The Wolf Pack added six transfers to the defensive backfield, addressing a secondary that consistently broke down in coverage. “That was a major priority,” Choate said of the defensive backs additions.

The coaching staff also restructured the defensive line room, combining edge rushers and interior linemen under one coordinator to improve communication and technique. This organizational change acknowledges that Nevada’s pass rush needs systematic improvement rather than personnel Band-Aids.

Special Teams Overhaul

Perhaps no area received more attention than special teams.

Nevada’s failures in crucial moments contributed to several losses throughout 2024. The Wolf Pack completely rebuilt the unit, adding multiple specialists and dedicating additional coaching resources.

This investment reflects Choate’s understanding that field position and execution in crucial moments separate winners from those who settle for moral victories.

The Schedule Reality Check

Nevada’s 2025 schedule presents both opportunities and dangers.

The season opener at Penn State represents a guaranteed loss against a College Football Playoff semifinalist. However, subsequent games offer hope:

  • Sacramento State (winnable home opener)
  • Middle Tennessee (balanced opponent at home)
  • Western Kentucky (road test but manageable)

The Mountain West slate includes crucial home games against San Diego State, Boise State, San Jose State, and UNLV. These provide chances to reverse last year’s conference shutout.

Road trips to Fresno State, New Mexico, Utah State, and Wyoming will test whether Nevada’s cultural changes translate to road toughness.

The Pressure Points

Several factors will determine whether Choate survives beyond 2025.

Conference Competitiveness: A 0-7 record in Mountain West play would likely seal Choate’s fate.
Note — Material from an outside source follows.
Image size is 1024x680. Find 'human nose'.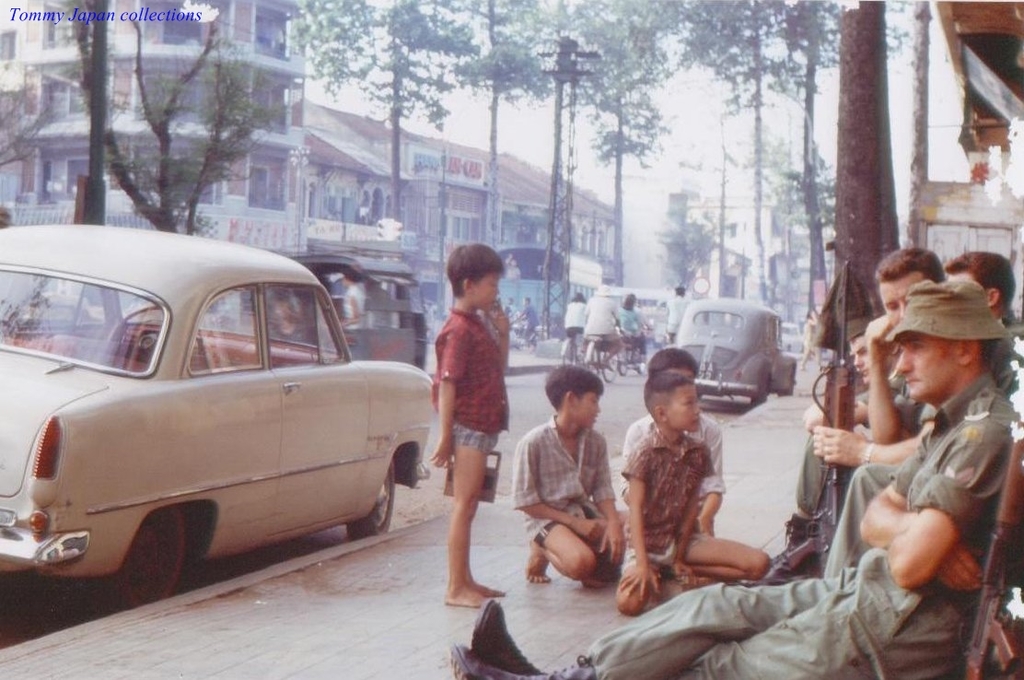
(692, 404, 700, 416).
The program needs at least 2-3 conference wins to demonstrate tangible progress.

Penalty Discipline: “I’ve never seen this before in my life,” Choate said about Nevada’s penalty problems during the 2024 season. If the Wolf Pack continues flagging itself out of games, it signals fundamental coaching failures.

Close Game Execution: Nevada lost multiple one-possession games through mental errors and poor situational execution. Converting just two of those losses into wins would dramatically alter perception.
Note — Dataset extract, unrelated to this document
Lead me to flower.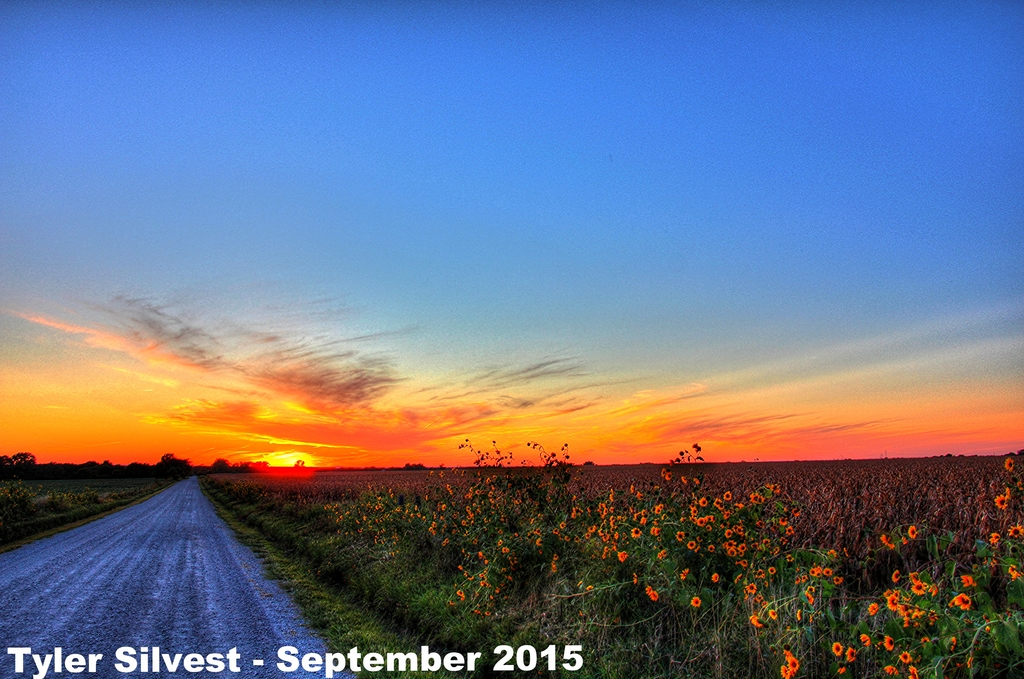
Lead to (961,575,985,585).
Player Development: The roster overhaul only matters if newcomers improve throughout the season.

Stagnant development would indicate systemic problems beyond personnel.

What Success Looks Like

Realistic improvement for Nevada means 5-6 wins and 2-3 conference victories.

Bowl eligibility would represent a massive step forward, but even falling short while showing evident progress in penalties, defense, and close-game execution could buy Choate another year.
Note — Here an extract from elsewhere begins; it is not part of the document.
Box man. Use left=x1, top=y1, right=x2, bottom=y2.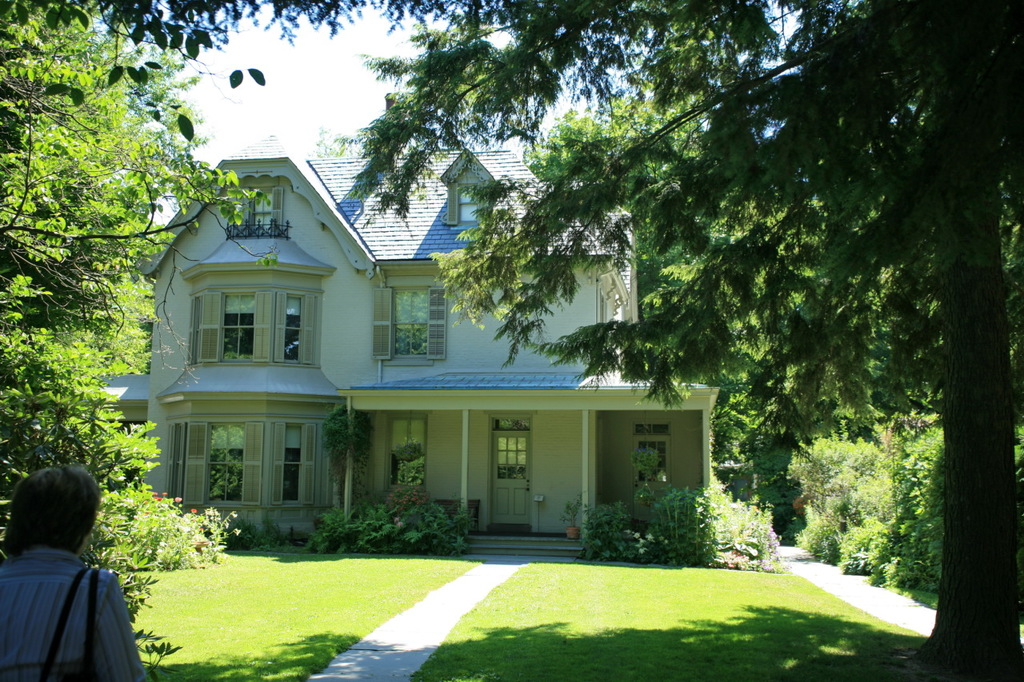
left=0, top=455, right=153, bottom=681.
The hot seat rating of .451 leaves little room for moral victories. “I really feel like there’s a shift in our locker room,” Choate said, entering his second season, but shifts in locker rooms must translate to shifts in the win column.

The Deeper Reality

Choate’s situation embodies the modern paradox of college football.

Programs demand immediate results while acknowledging that sustainable success requires patience and development. Nevada’s administration and fan base understand the roster challenges Choate inherited, but hot seat ratings reflect results, not excuses.

The coach’s emphasis on character and culture suggests he’s building for long-term sustainability rather than quick fixes. However, this approach only works if accompanied by visible on-field improvement.

Too many college coaches have been fired while preaching the importance of culture and character development.

The Verdict

Jeff Choate has made logical moves to address Nevada’s 2024 weaknesses.

The roster overhaul targets specific problems, the coaching adjustments reflect honest self-assessment, and the recruiting philosophy emphasizes sustainable building rather than desperate transfers.

Whether these changes translate to wins remains uncertain:

  • Choate’s hot seat rating of .451 reflects legitimate concerns about his ability to develop competitive teams quickly enough
  • Year two will determine if he’s the right leader for Nevada’s rebuild
  • The margin for error has vanished

Choate’s process appears sound, but in college football, results matter more than methodology.

Nevada needs wins, not explanations, and 2025 will determine if Jeff Choate can deliver both.